Becky G is aware of higher than to maintain returning, like a boomerang, to a liar who doesn’t love her — however she will be able to’t resist. And the ingenious, rhythm-forward manufacturing of “Boomerang” makes her obsession sound like a village-wide celebration, with the plink of a thumb piano, flamenco-like handclaps, a thudding reggaeton bass line and a rowdy backup refrain that cheerfully helps her misplaced affections.
In “Fire Excape,” Zsela croons what seems to be a love music — however solely finally, after she notes, “There’s a fireplace within the ocean when the oil begins spilling.” The music takes form over a lurching, stop-stop beat, with some gaping silences, odd harmonic turns and sudden digital surges, however amid the asymmetries Zsela proffers some husky reassurance: “We’ll get alongside fairly wonderful, thanks.”
Willow, ‘Symptom of Life’
Willow Smith ponders self-knowledge, reinvention, mortality and wonder in “Symptom of Life”: “Looking into the shadow/now I discover the sunshine,” she sings. “Magic is actual while you see it inside.” It’s a meter-shifting math-pop tune, with Willow’s voice blithely hopscotching amid jazzy piano clusters, brisk drumming and a bass countermelody, vigorously affirming that her seek for which means continues.
Tierra Whack, ‘Numb’
Six years after she launched her 15-song, 15-minute EP, “Whack World,” the rapper, singer and video auteur Tierra Whack is releasing her full-length album, “World Wide Whack,” which veers from boasting and absurd humor to distressed reflections on her psychological well being. “Numb” is joyless: a recitation of mental-health signs over inhuman, pulsating synthesizer chords. Other songs on the album counsel she has overcome her malaise, however this observe memorializes it.
A handy guide a rough jungle break beat propels Nia Archives as she explores a nagging, rising conviction about her accomplice: “I received a feelin’ you’ve unfinished enterprise elsewhere.” Her voice strikes from feigned nonchalance to simmering annoyance; “Nobody comes with a clear slate,” she permits, however clearly her persistence is restricted.
Beans, ‘Zwaard 2’
The rapper Beans, previously of Anti-Pop Consortium, faces turning 50 with adamant defiance on his new album, “Zwaard,” which doesn’t trouble with particular person music titles. Zwaard is Finnish for sword, and the album is Beans’s collaboration with the Finnish producer Sasu Ripatti, who additionally data as Vladislav Delay, amongst different pseudonyms. Ripatti backs Beans with hectic, abrasive tracks akin to Chicago footwork; “Zwaard 2” is a fusillade of bent bell tones, punching-bag beats and wordless singsong voices. Beans writes lyrics that veer between rap rhymes and spoken-word exposition in a continuing rush. In “Zwaard 2,” he juggles self-mythologizing, stark autobiography and glimpses of politics and psychology. He notes his receding hairline and guarantees to be “one of many flyest MCs on AARP,” and he insists, “What I’m is each the pen and the sword, the disciple and the lord.”
Ernest and Jelly Roll, ‘I Went to College/I Went to Jail’
False equivalency tops a slick nation waltz in “I Went to College/I Went to Jail.” In the lyrics, Ernest (faculty) and Jelly Roll (jail) play up contrasts — “I might have been a health care provider/I ought to have been dead” — however each are proud to have arrived on Music Row, backed by fiddle and pedal metal: a Nashville joyful ending.
Allison Russell gathered a choir of three-dozen singers — together with Brittany Howard, Brittney Spencer, Devon Gilfillian, Amanda Shires, Maren Morris, Brandi Carlile and Emmylou Harris — for a single to assist the candidacy of State Representative Gloria Johnson, Democrat of Tennessee, for U.S. Senate. It’s a slow-rolling, gospelly music that invokes civil-rights watchwords, worries over gun violence and exhorts, “We’ve come up to now, up to now/however there’s a lot left to do.”
Willie Nelson, ‘The Border’
Never one to keep away from a fraught topic, Willie Nelson selected “The Border” — a music Rodney Crowell co-wrote and first recorded on his 2019 album “Texas” — because the title music of his subsequent album. It’s a Tex-Mex bolero narrated by a Border Patrol officer who has witnessed smuggling, corruption and desperation. “From the shacks and the shanties come the hungry and poor,” he sings, “Some to drown on the crossing/Some to undergo no extra.” Nelson digs virtually unrecognizably low in his vary, sounding scarred and gruff and resigned: “It’s simply the border, you understand,” the refrain concludes.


Task to carry out:
Among the records, find the lines that hold the string "tick" and return them.
-- Opening Marker --
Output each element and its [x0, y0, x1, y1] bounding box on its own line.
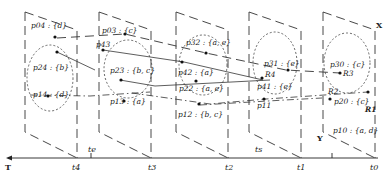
point-p30: [338, 71, 341, 74]
label-p31: p31 : {e}: [264, 59, 300, 68]
label-p12: p12 : {b, c}: [178, 110, 223, 119]
label-p30: p30 : {c}: [330, 60, 365, 69]
tick-t0: t0: [370, 163, 378, 172]
label-p24: p24 : {b}: [33, 63, 69, 72]
point-p42: [180, 60, 183, 63]
trajectory-diagram: T t4 t3 t2 t1 t0 te ts X Y: [0, 0, 391, 177]
plane-t0: [323, 12, 375, 158]
axis-arrow-icon: [6, 156, 12, 161]
label-p23: p23 : {b, c}: [110, 66, 155, 75]
label-p42: p42 : {a}: [178, 68, 214, 77]
tick-t1: t1: [297, 163, 305, 172]
label-p14: p14 : {d}: [33, 90, 69, 99]
label-p41: p41 : {e}: [257, 82, 293, 91]
point-p22: [194, 79, 197, 82]
plane-t4: [25, 12, 77, 158]
label-p13: p13 : {a}: [110, 97, 146, 106]
point-p41: [260, 76, 263, 79]
region-label-R2: R2: [327, 87, 339, 96]
time-axis: T t4 t3 t2 t1 t0 te ts: [5, 145, 378, 172]
label-p03: p03 : {c}: [102, 26, 137, 35]
label-p04: p04 : {d}: [31, 21, 67, 30]
point-p10-region: [366, 90, 369, 93]
point-p24: [55, 50, 58, 53]
axis-label-Y: Y: [316, 133, 323, 143]
cluster-ellipse-t4: [27, 45, 73, 111]
point-p32: [204, 51, 207, 54]
label-p32: p32 : {a, e}: [186, 38, 231, 47]
region-label-R4: R4: [264, 70, 276, 79]
point-p12: [197, 102, 200, 105]
tick-t2: t2: [225, 163, 233, 172]
label-p10: p10 : {a, d}: [333, 126, 378, 135]
point-p23: [119, 78, 122, 81]
point-p04: [53, 35, 56, 38]
tick-t4: t4: [72, 163, 80, 172]
region-label-R3: R3: [342, 69, 354, 78]
label-p22: p22 : {a, e}: [179, 84, 224, 93]
label-p43: p43: [96, 40, 111, 49]
tick-te: te: [88, 145, 96, 154]
tick-t3: t3: [148, 163, 156, 172]
region-label-R1: R1: [364, 105, 376, 114]
label-p11: p11: [257, 101, 271, 110]
point-p31: [286, 68, 289, 71]
axis-label-T: T: [5, 162, 11, 172]
axis-label-X: X: [376, 20, 383, 30]
point-p20: [328, 97, 331, 100]
tick-ts: ts: [255, 145, 262, 154]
-- Closing Marker --
Result of this exercise:
tick-t0: t0: [370, 163, 378, 172]
tick-t1: t1: [297, 163, 305, 172]
tick-t2: t2: [225, 163, 233, 172]
tick-t4: t4: [72, 163, 80, 172]
tick-te: te: [88, 145, 96, 154]
tick-t3: t3: [148, 163, 156, 172]
tick-ts: ts: [255, 145, 262, 154]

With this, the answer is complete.